Johnson held a back-and-forth about health care with the audience at Monday's campaign event in Pennsylvania, saying that physician members in the House Republican caucus had “a menu of options” for how to revise the system and “take government bureaucrats out of the health care equation.”

He didn’t detail what changes he would seek, but he made it clear that deregulation would be part of it.

“We want to take a blowtorch to the regulatory state. These agencies have been weaponized against the people. It’s crushing the free market; it’s like a boot on the neck of job creators and entrepreneurs and risk takers. And so health care is one of the sectors, and we need this across the board,” Johnson said. “And Trump’s going to go big. I mean, he’s only going to have one more term. Can’t run for re-election. And so he’s going to be thinking about legacy, and we’re going to fix these things.”

Sen. Tom Cotton, R-Ark., who is running to be the No. 3 GOP leader in the next Congress, has called for tackling a major health care overhaul and extending the Trump tax cuts in one big bill in 2025. It's unclear who will replace Sen. Mitch McConnell, R-Ky., as Senate GOP leader next year.
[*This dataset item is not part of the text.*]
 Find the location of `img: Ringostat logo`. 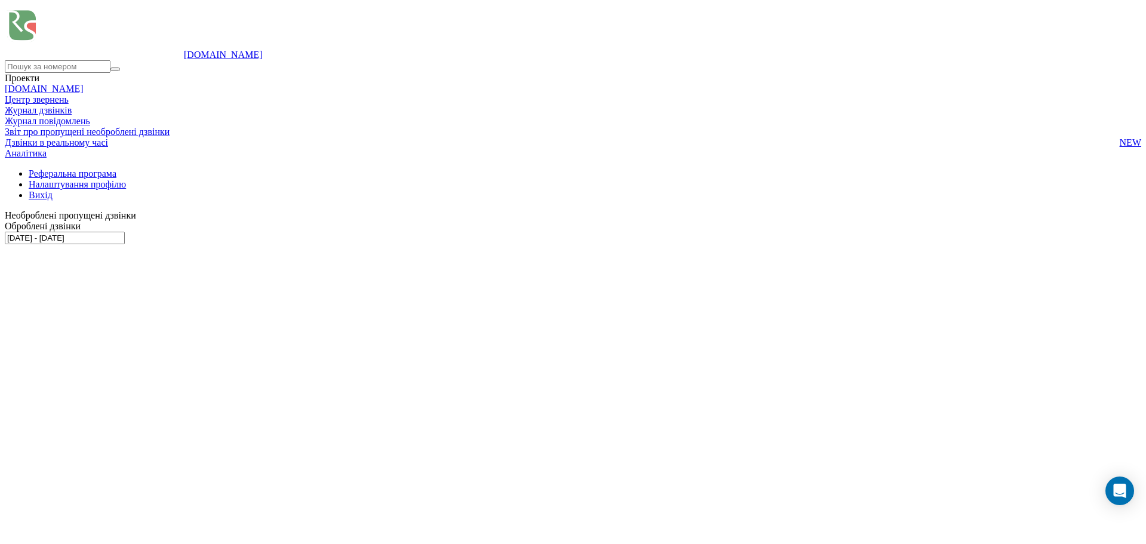

img: Ringostat logo is located at coordinates (94, 31).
Any major rollback of ACA would require Republicans to win the presidency and control of both chambers of Congress, as Democrats would be all but certain to block such an effort. It’s also unclear what changes the GOP would find the votes to make, as some in the party have called for turning the page on the ACA fight.
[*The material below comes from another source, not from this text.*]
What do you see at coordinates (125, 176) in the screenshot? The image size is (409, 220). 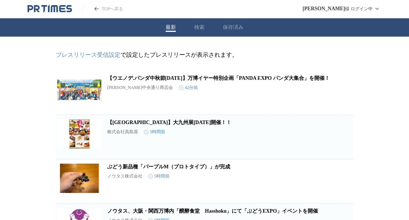 I see `p: ノウタス株式会社` at bounding box center [125, 176].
The 2010 law slapped new regulations on insurance companies to prohibit turning away people with pre-existing conditions or charging higher prices to sicker customers. It also provided billions of dollars in subsidies for lower-income people to buy coverage in private marketplaces while it expanded Medicaid eligibility.

Johnson, who has crisscrossed the country to campaign for GOP House candidates, spoke only in broad terms at his event Monday.

“If you take government bureaucrats out of the health care equation and you have doctor-patient relationships, it’s better for everybody. More efficient, more effective,” he said. “That’s the free market. Trump’s going to be for the free market.”

Harris and Trump campaigns respond

Harris campaign spokesperson Sarafina Chitika seized on Johnson’s remarks, warning that “health care is on the ballot.”

“Speaker Mike Johnson is making it clear — if Donald Trump wins, he and his Project 2025 allies in Congress will make sure there is ‘no Obamacare.’ That means higher health care costs for millions of families and ripping away protections from Americans with preexisting conditions like diabetes, asthma, or cancer,” she said.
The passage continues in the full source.